MORE WAYS TO VALUE STOCKS
Kiplinger's Personal Finance
|October 2023
Look beyond price-earnings ratios to get a more nuanced picture.
ENTERPRISE value. Earnings before interest and taxes. Free cash flow. Weighted thingamajig foofaraw. Okay, we made up that last one. But there are scores of calculations-many with off-putting acronyms-that investors can use to shed light on a stock's valuation and outlook. Most investors are familiar with a few basic measures, such as the comparison of a stock's price to the company's per-share earnings, or price-earnings ratio (P/E). But professional investors and valuation experts encourage investors to add at least a few less well-known data points to their tool kit.
"Tracking a stock's P/E is a good start," but only a start, says David Wessels, an adjunct finance professor at the University of Pennsylvania's Wharton School and coauthor of a book on valuation. Here are five next-level valuation metrics that can help improve your understanding of a stock's potential.
EARNINGS YIELD
Anyone familiar with P/Es can quickly learn to use earnings yields because they are simply upside-down P/Es. Earnings yields are a company's per-share earnings divided by the stock's price, or E/P. An easy shortcut calculation is to simply divide 1 by a stock's P/E.

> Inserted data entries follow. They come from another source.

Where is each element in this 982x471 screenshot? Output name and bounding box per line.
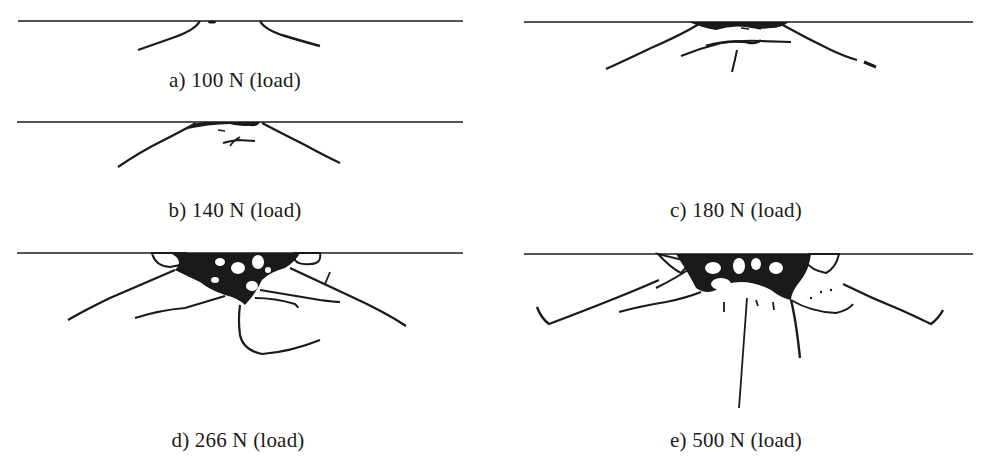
caption-b: b) 140 N (load) (168, 198, 301, 223)
caption-c: c) 180 N (load) (670, 198, 802, 223)
panel-d: d) 266 N (load) (0, 240, 491, 471)
panel-b: b) 140 N (load) (0, 110, 491, 235)
panel-e: e) 500 N (load) (491, 240, 982, 471)
caption-d: d) 266 N (load) (171, 428, 304, 453)
panel-c: c) 180 N (load) (491, 0, 982, 235)
caption-a: a) 100 N (load) (169, 68, 301, 93)
caption-e: e) 500 N (load) (670, 428, 802, 453)
panel-a: a) 100 N (load) (0, 0, 491, 110)
crack-diagram-a (0, 0, 491, 110)
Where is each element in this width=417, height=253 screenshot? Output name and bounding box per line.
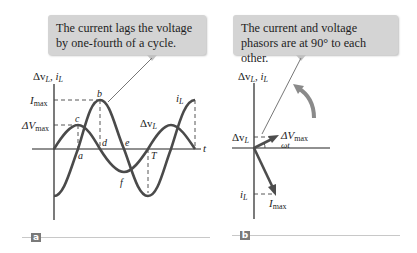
waveform-graph: ΔvL, iL t Imax ΔVmax b c a d e f T iL Δv… xyxy=(0,0,210,253)
imax-label: Imax xyxy=(29,94,47,108)
point-f-label: f xyxy=(120,177,124,188)
il-label: iL xyxy=(240,188,248,202)
axis-label: ΔvL, iL xyxy=(238,70,269,84)
point-a-label: a xyxy=(78,150,83,161)
panel-b-tag: b xyxy=(240,231,250,240)
point-c-label: c xyxy=(75,113,80,124)
y-axis-label: ΔvL, iL xyxy=(33,70,64,84)
current-curve-label: iL xyxy=(176,92,184,106)
t-axis-label: t xyxy=(203,142,207,154)
dv-label: ΔvL xyxy=(232,131,250,145)
voltage-curve-label: ΔvL xyxy=(140,117,158,131)
point-T-label: T xyxy=(151,150,158,161)
point-e-label: e xyxy=(125,137,130,148)
point-d-label: d xyxy=(102,137,108,148)
panel-a-tag: a xyxy=(31,233,41,242)
panel-a: The current lags the voltage by one-four… xyxy=(0,0,210,253)
voltage-phasor xyxy=(254,139,272,148)
callout-leader-line xyxy=(262,58,301,134)
rotation-arrow-icon xyxy=(298,88,314,118)
callout-leader-line xyxy=(108,58,152,102)
vmax-label: ΔVmax xyxy=(21,119,49,133)
point-b-label: b xyxy=(97,88,102,99)
omega-t-label: ωt xyxy=(281,140,290,150)
imax-label: Imax xyxy=(268,197,286,211)
panel-a-rule xyxy=(22,237,210,238)
panel-b-rule xyxy=(232,235,400,236)
panel-b: The current and voltage phasors are at 9… xyxy=(210,0,417,253)
phasor-diagram: ΔvL, iL ΔvL ΔVmax ωt iL Imax xyxy=(210,0,417,253)
current-phasor xyxy=(254,148,273,188)
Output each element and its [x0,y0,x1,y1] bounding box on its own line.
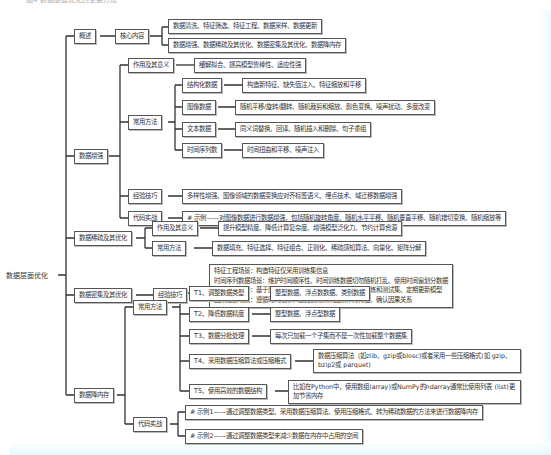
sparse-node: 数据稀疏及其优化 [74,231,132,246]
core-content-node: 核心内容 [115,29,149,44]
aug-method-timeseries-detail: 时间扭曲和平移、噪声注入 [242,143,324,158]
dense-node: 数据密集及其优化 [74,288,132,303]
sparse-methods-label: 常用方法 [152,241,186,256]
memory-node: 数据降内存 [74,388,114,403]
mem-method-t1-detail: 整型数据、浮点数数据、类别数据 [270,286,370,301]
aug-method-structured: 结构化数据 [182,78,222,93]
mem-methods-label: 常用方法 [133,300,167,315]
aug-method-text-detail: 同义词替换、回译、随机插入和删除、句子重组 [235,122,371,137]
mem-method-t5: T5、使用高效的数据结构 [189,384,267,399]
dense-tip-2: 时间序列数据场景：维护时间顺序性、时间训练数据切勿随机打乱、使用时间窗划分数据 [214,277,448,287]
aug-tips-label: 经验技巧 [128,189,162,204]
mem-method-t1: T1、调整数据类型 [189,286,249,301]
aug-method-timeseries: 时间序列数 [182,143,222,158]
aug-purpose: 缓解拟合、提高模型鲁棒性、适应性强 [194,58,306,73]
aug-purpose-label: 作用及其意义 [128,58,174,73]
mem-method-t2-detail: 整型数据、浮点型数据 [270,307,340,322]
mem-code-1: # 示例1——通过调整数据类型、采用数据压缩算法、使用压缩格式、转为稀疏数据的方… [185,405,483,420]
mem-method-t4-detail: 数据压缩算法（如zlib、gzip或blosc)或者采用一些压缩格式(如 gzi… [313,349,521,373]
aug-tips: 多样性增强、图像领域的数据变换应对齐标签语义、埋点技术、域迁移数据增强 [182,189,402,204]
mem-method-t3-detail: 每次只加载一个子集而不是一次性加载整个数据集 [270,329,412,344]
mem-method-t5-detail: 比如在Python中，使用数组(array)或NumPy的ndarray通常比使… [288,380,521,404]
mem-method-t3: T3、数据分批处理 [189,329,249,344]
dense-tip-1: 特征工程场景：构造特征仅采用训练集信息 [214,267,448,277]
aug-methods-label: 常用方法 [128,115,162,130]
aug-method-image: 图像数据 [182,100,216,115]
aug-method-image-detail: 随机平移/旋转/翻转、随机裁剪和缩放、颜色变换、噪声扰动、多度改变 [235,100,435,115]
mem-code-2: # 示例2——通过调整数据类型来减少数据在内存中占用的空间 [185,429,363,444]
aug-method-text: 文本数据 [182,122,216,137]
sparse-purpose: 提升模型精度、降低计算复杂度、增强模型泛化力、节约计算资源 [218,221,402,236]
mem-method-t2: T2、降低数据精度 [189,307,249,322]
mem-code-label: 代码实战 [133,417,167,432]
overview-node: 概述 [74,29,96,44]
augmentation-node: 数据增强 [74,149,108,164]
sparse-purpose-label: 作用及其意义 [152,221,198,236]
overview-item-2: 数据增强、数据稀疏及其优化、数据密集及其优化、数据降内存 [168,38,346,53]
aug-method-structured-detail: 构造新特征、缺失值注入、特征缩放和平移 [242,78,366,93]
sparse-methods: 数据填充、特征选择、特征组合、正则化、稀疏感知算法、向量化、矩阵分解 [212,241,426,256]
overview-item-1: 数据清洗、特征筛选、特征工程、数据采样、数据更新 [168,19,322,34]
root-node: 数据层面优化 [6,270,48,280]
mem-method-t4: T4、采用数据压缩算法或压缩格式 [189,354,291,369]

Essentially, the E/P tells you how much in earnings a company generates for every dollar invested. The higher the earnings yield, the higher an investment's margin of safety, says Michael Arone, chief investment strategist for State Street Global Advisors. Because E/Ps are expressed as a percentage, they make it simpler for investors to weigh whether to put their money in risky stocks instead of, say, safe Treasury bills.